For most Americans, the concept of “power” is little more than a number that comes in the mail. The distance between the act of power production and the resulting charge on an electrical bill is a key ingredient to how energy companies keep the disturbing realities of our grid outside the focus of their own consumers. Closing that gap could be as easy as bringing that information front and center with warning labels that remind the consumer exactly what their dollars are buying. Slapped on the front of envelopes or next to the amount due, the reoccurring reminder could help educate people of the repercussions of their energy use and either promote increased efficiency or the choice to make the easy switch to paying for greener power. Continue Reading…
Most of the opportunities that garden variety Americans have to make a sustainable change in their life are small in the grand scheme of the country as a whole, let alone the world and its biosphere.
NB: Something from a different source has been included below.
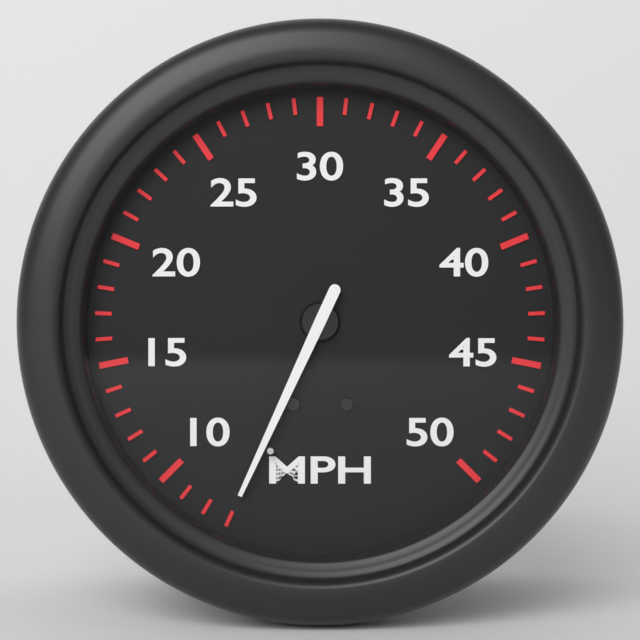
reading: 7 MPH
As an architect, designing a LEED Platinum building, or fifty of them for that matter, is still a drop in the bucket for level of change that we need to the built environment of this country. Each individual person or building is a long way from getting everyone on board, but the goal doesn’t have to be 100% participation. The few that extend themselves to push the envelope now build the image of interest that allows for larger standards to change with sweeping effects over broader areas. Continue Reading…
Most of the time, when we think of things being built the majority of hours it takes to complete a project revolves around construction. It is rare that an architect will spend more hours drawing a project than a contractor will take to build it. For residential solar installations, the growth in demand is being met by a regulatory system not fully prepared for the expanding market. As a result, a large portion of the cost for new PVs pays for people sitting at a desk rather than throwing up panels.